What goes around, comes around. Back in Rattlesden, the cast iron village sign forges all the links between church, river, anchor and whalebones. But why no reference to wheelwright, Richard Kimball, who in 1634 led local Puritan pilgrims to a new life in Massachusetts Bay?

Or to those US citizens who returned centuries later to protect our coast and countryside, the 447th bomb group who operated out of Rattlesden airbase? It’s something to scratch your head about as you pass the monkey-puzzle tree or pay homage to the gibbon ‘gargoyle’ on St Nicholas’ church.

The walk

1) Start at Rattlesden recreation ground off Bird’s Green (Road). Head up the concrete path alongside the pavilion. At the allotment gates keep left, taking the grass path straight ahead to the first of three stiles. Stiles one and two lead into riverside meadows.

2) Stile three delivers you to the Stowmarket Road. Turn left, walking along the road for a few metres. It bridges the River ‘Rat’. At a left bend take the track (right) past candy-pink Brookvale Farmhouse (right). Continue straight ahead, ignoring a first footpath to the left.

3) At the T-junction/footpath crossroads turn right on to the track called ‘Back Road’. It will curve back round to Stowmarket Road, so be sure to look out for the left turn into the wooded path known as ‘Gipsy Lane’. Continue all the way to the road.

4) Cross the road heading a few metres to the right to find the path known as Church Lane (left - restricted byways sign between hedgerows). Wide and gently wooded, it leads uphill, before opening out to fields with views back to Great Finborough’s wacky spire. Continue ahead (field margin path). Shelland’s church comes into view.

5) The church of King Charles the Martyr is usually open, services and ceremonies permitting. Out of private ownership only since 1936, it’s packed with Georgian box pews. Don’t miss the triple decker pulpit, flock wallpaper, barrel organ and 11th century font. Outside on the little green, cross the lane and go left to take the unmade road (right).

6) Follow footpath signs around the green towards Rockylls Hall where the Burdolf family were lords of the manor in the late 1200s. Cross the driveway to the hall to another grassed area and re-join the lane. Turn right, down the side of the hall, then go left at the junction and continue for a short distance.

7) Turn right to join a tree-clad footpath just after a property (field to left, gardens to right). When you reach a field, turn left, following the footpath round the field, to turn right uphill towards Bird’s Wood. At the top of the hill, continue all the way along the woodland’s edge (left).

8) At the end of Bird’s Wood, go right across the top of the field to Great Wood. Turn left onto the gravel drive skirting the woodland, then left at the end of the wood. Next, follow the track right, then left, through open fields, turning left again at the next track junction near the agricultural buildings of Clopton Green Farm.

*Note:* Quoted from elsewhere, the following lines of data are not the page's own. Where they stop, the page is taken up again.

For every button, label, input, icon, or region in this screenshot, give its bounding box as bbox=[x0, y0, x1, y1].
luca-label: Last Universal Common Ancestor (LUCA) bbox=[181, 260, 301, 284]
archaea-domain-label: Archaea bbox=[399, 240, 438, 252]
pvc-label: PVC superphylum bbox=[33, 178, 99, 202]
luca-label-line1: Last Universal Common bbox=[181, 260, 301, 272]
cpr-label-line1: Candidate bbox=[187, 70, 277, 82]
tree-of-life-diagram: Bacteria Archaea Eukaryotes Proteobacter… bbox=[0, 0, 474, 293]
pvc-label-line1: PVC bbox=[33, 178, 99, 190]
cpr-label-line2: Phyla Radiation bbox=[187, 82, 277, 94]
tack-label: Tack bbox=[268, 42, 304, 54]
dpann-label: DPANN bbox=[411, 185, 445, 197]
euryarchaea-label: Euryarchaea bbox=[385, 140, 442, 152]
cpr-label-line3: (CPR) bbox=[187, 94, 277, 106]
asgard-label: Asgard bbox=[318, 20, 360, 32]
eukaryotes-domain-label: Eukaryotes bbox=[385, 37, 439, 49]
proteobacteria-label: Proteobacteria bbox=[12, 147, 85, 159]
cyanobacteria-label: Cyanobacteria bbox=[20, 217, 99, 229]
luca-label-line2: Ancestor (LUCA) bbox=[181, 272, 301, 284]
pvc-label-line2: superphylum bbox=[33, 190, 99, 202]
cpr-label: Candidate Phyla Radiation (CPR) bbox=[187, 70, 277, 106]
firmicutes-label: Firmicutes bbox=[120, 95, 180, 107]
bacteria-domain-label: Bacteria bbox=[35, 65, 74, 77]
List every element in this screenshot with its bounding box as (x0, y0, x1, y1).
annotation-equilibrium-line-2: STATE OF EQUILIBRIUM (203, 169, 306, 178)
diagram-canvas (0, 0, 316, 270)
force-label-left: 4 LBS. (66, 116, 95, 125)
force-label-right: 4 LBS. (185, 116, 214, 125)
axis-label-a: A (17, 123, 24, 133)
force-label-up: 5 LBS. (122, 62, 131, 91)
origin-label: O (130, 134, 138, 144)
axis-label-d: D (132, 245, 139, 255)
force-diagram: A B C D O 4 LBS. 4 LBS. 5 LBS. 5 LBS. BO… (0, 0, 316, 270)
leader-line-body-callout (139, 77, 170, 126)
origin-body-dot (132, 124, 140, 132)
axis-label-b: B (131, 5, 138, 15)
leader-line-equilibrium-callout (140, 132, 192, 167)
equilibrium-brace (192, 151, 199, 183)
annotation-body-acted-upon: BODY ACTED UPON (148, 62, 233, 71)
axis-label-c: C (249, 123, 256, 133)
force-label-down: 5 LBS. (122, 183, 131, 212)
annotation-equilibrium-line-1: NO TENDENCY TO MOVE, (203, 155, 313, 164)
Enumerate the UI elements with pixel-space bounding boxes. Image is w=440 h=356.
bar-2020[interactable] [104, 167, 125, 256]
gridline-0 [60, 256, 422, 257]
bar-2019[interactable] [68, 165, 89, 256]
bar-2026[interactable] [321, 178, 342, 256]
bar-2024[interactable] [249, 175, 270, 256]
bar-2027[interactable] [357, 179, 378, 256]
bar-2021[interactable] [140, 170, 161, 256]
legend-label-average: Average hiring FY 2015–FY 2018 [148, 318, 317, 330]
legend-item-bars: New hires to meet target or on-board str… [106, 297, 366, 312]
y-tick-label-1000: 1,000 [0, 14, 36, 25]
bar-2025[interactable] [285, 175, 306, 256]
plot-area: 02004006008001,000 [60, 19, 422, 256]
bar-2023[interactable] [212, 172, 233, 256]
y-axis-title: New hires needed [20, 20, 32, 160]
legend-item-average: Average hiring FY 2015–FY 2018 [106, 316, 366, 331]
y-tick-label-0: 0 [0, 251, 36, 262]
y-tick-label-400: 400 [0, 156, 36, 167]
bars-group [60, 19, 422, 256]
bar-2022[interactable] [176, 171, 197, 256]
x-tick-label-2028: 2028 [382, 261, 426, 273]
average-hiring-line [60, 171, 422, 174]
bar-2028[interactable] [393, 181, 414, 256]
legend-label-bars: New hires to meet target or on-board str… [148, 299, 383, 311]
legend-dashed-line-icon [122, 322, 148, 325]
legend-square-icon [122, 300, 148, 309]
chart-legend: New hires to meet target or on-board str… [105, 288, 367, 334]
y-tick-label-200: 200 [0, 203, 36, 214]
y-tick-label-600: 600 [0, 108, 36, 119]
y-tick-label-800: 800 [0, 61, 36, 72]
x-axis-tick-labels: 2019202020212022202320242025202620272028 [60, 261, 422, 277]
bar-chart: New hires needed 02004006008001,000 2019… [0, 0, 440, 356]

9) Ahead is Clopton Hall with its Georgian façade. Turn right before the hall, going through the hedge, over a wooden footbridge onto a footpath. Pass farm buildings, bear left to edge a field before heading right at the next corner, then left beside a dense hedge (right).

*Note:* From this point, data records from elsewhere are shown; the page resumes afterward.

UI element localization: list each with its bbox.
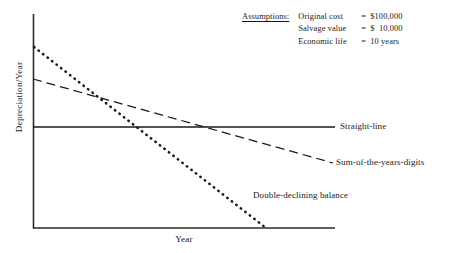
assumption-equals-original-cost: = xyxy=(361,11,370,23)
assumption-value-economic-life: 10 years xyxy=(370,36,399,48)
series-double-declining-balance xyxy=(34,47,266,228)
series-label-sum-of-the-years-digits: Sum-of-the-years-digits xyxy=(336,157,424,167)
assumption-row-economic-life: Economic life = 10 years xyxy=(298,36,402,48)
assumption-equals-salvage-value: = xyxy=(361,23,370,35)
depreciation-methods-figure: Assumptions: Original cost = $100,000 Sa… xyxy=(0,0,463,253)
assumptions-rows: Original cost = $100,000 Salvage value =… xyxy=(298,11,402,48)
assumption-value-salvage-value: $ 10,000 xyxy=(370,23,402,35)
assumption-row-original-cost: Original cost = $100,000 xyxy=(298,11,402,23)
assumption-label-economic-life: Economic life xyxy=(298,36,361,48)
y-axis-title: Depreciation/Year xyxy=(14,42,24,152)
assumption-row-salvage-value: Salvage value = $ 10,000 xyxy=(298,23,402,35)
series-sum-of-the-years-digits xyxy=(33,79,333,163)
assumptions-block: Assumptions: Original cost = $100,000 Sa… xyxy=(242,11,403,48)
assumption-value-original-cost: $100,000 xyxy=(370,11,402,23)
x-axis-title: Year xyxy=(33,234,335,244)
assumption-equals-economic-life: = xyxy=(361,36,370,48)
series-label-double-declining-balance: Double-declining balance xyxy=(253,190,348,200)
assumption-label-salvage-value: Salvage value xyxy=(298,23,361,35)
assumption-label-original-cost: Original cost xyxy=(298,11,361,23)
series-label-straight-line: Straight-line xyxy=(340,121,386,131)
assumptions-heading: Assumptions: xyxy=(242,11,298,23)
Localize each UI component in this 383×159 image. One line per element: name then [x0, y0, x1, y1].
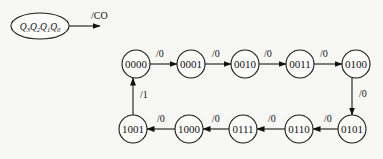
state-label: 1001: [122, 123, 144, 135]
state-node-1001: 1001: [119, 115, 147, 143]
state-label: 0111: [232, 123, 253, 135]
state-label: 0101: [341, 123, 363, 135]
transition-label: /0: [320, 48, 328, 59]
state-label: 0000: [125, 58, 148, 70]
state-label: 0100: [345, 58, 368, 70]
transition-label: /0: [264, 48, 272, 59]
state-node-0110: 0110: [285, 115, 313, 143]
state-label: 1000: [178, 123, 201, 135]
legend: Q3Q2Q1Q0 /CO: [11, 10, 108, 39]
state-node-0001: 0001: [177, 50, 205, 78]
legend-output-label: /CO: [91, 10, 108, 21]
state-node-0100: 0100: [342, 50, 370, 78]
transition-label: /0: [268, 113, 276, 124]
transition-label: /0: [156, 48, 164, 59]
state-node-0010: 0010: [231, 50, 259, 78]
state-diagram: Q3Q2Q1Q0 /CO /0 /0 /0 /0 /0 /0 /0 /0 /0 …: [0, 0, 383, 159]
state-node-0000: 0000: [122, 50, 150, 78]
transition-label: /0: [212, 113, 220, 124]
state-node-0011: 0011: [286, 50, 314, 78]
transition-label: /1: [140, 89, 148, 100]
transition-label: /0: [324, 113, 332, 124]
transition-label: /0: [212, 48, 220, 59]
legend-state-label: Q3Q2Q1Q0: [20, 22, 61, 33]
state-node-1000: 1000: [175, 115, 203, 143]
state-label: 0110: [288, 123, 310, 135]
transition-label: /0: [359, 88, 367, 99]
state-label: 0010: [234, 58, 257, 70]
state-node-0101: 0101: [338, 115, 366, 143]
state-node-0111: 0111: [229, 115, 257, 143]
transition-label: /0: [157, 113, 165, 124]
state-label: 0011: [289, 58, 311, 70]
state-label: 0001: [180, 58, 202, 70]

10) Towards Great Finborough’s spire, head left, then right onto a wide grassy path which points towards the road. Just before the road, turn left down the steep field margin path (parallel to road). Rattlesden will eventually appear, church spire first, out of the deep valley. Look out for a wooden bridge in the field corner for a path down to the road junction.

11) Turn right to view the village sign on a little green (right), then continue along High Street.

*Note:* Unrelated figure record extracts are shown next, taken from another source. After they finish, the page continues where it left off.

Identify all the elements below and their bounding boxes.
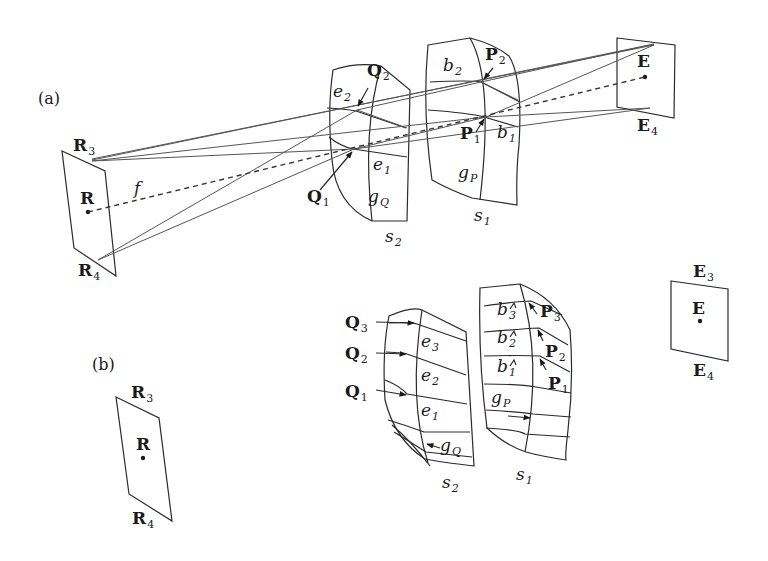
optics-diagram: (a) R3 R R4 f E E4 Q2 Q1 e2 e1 gQ s2 P2 … xyxy=(0,0,768,561)
label-gP-b: gP xyxy=(491,389,510,409)
label-e1-b: e1 xyxy=(421,402,439,422)
label-P1-a: P1 xyxy=(460,125,481,145)
emitter-center-dot-b xyxy=(698,319,702,323)
diagram-canvas xyxy=(0,0,768,561)
label-P1-b: P1 xyxy=(548,375,569,395)
label-P2-a: P2 xyxy=(485,46,506,66)
label-R4-b: R4 xyxy=(132,510,154,530)
focal-axis xyxy=(88,77,645,212)
label-E-a: E xyxy=(637,53,650,70)
label-b1-b: b1 xyxy=(497,358,516,378)
label-gQ-b: gQ xyxy=(440,437,461,457)
label-E4-a: E4 xyxy=(637,117,658,137)
label-Q1-a: Q1 xyxy=(307,188,330,208)
label-b2-b: b2 xyxy=(497,329,516,349)
label-R3-b: R3 xyxy=(131,384,153,404)
receiver-center-dot-b xyxy=(141,456,145,460)
label-e2-a: e2 xyxy=(333,83,351,103)
label-b2-a: b2 xyxy=(443,57,462,77)
label-gQ-a: gQ xyxy=(368,188,389,208)
panel-a-label: (a) xyxy=(38,91,60,107)
label-E-b: E xyxy=(692,300,705,317)
label-e3-b: e3 xyxy=(421,333,439,353)
label-Q3-b: Q3 xyxy=(345,314,368,334)
label-R4-a: R4 xyxy=(78,262,100,282)
label-b1-a: b1 xyxy=(497,124,516,144)
label-e1-a: e1 xyxy=(373,156,391,176)
label-R3-a: R3 xyxy=(73,137,95,157)
label-E3-b: E3 xyxy=(693,263,714,283)
label-s2-a: s2 xyxy=(385,228,402,248)
label-P2-b: P2 xyxy=(545,343,566,363)
label-s1-a: s1 xyxy=(474,207,491,227)
label-E4-b: E4 xyxy=(693,362,714,382)
label-f: f xyxy=(134,180,140,197)
label-gP-a: gP xyxy=(458,164,477,184)
label-s2-b: s2 xyxy=(442,474,459,494)
label-R-a: R xyxy=(80,190,94,207)
label-R-b: R xyxy=(136,436,150,453)
label-Q1-b: Q1 xyxy=(345,383,368,403)
label-P3-b: P3 xyxy=(540,303,561,323)
label-s1-b: s1 xyxy=(516,466,533,486)
panel-b-label: (b) xyxy=(92,357,115,373)
label-b3-b: b3 xyxy=(497,301,516,321)
label-Q2-a: Q2 xyxy=(367,62,390,82)
label-e2-b: e2 xyxy=(421,367,439,387)
label-Q2-b: Q2 xyxy=(345,345,368,365)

12) St Nicholas’ church has a fine interior including an angel roof, art nouveau lamps and memorial chapel for 447th Bomb Group. Go left out of the church through the gate by the half-timbered house, then right, up Church Path to re-join High Street. Turn left and follow the road downhill.

13) Look out for the whalebones (just past the school) straddling the river, wooden replicas of the originals, made in 2000. Finally turn left to take Lower Road back to meet Bird’s Green (Road) and the recreation ground.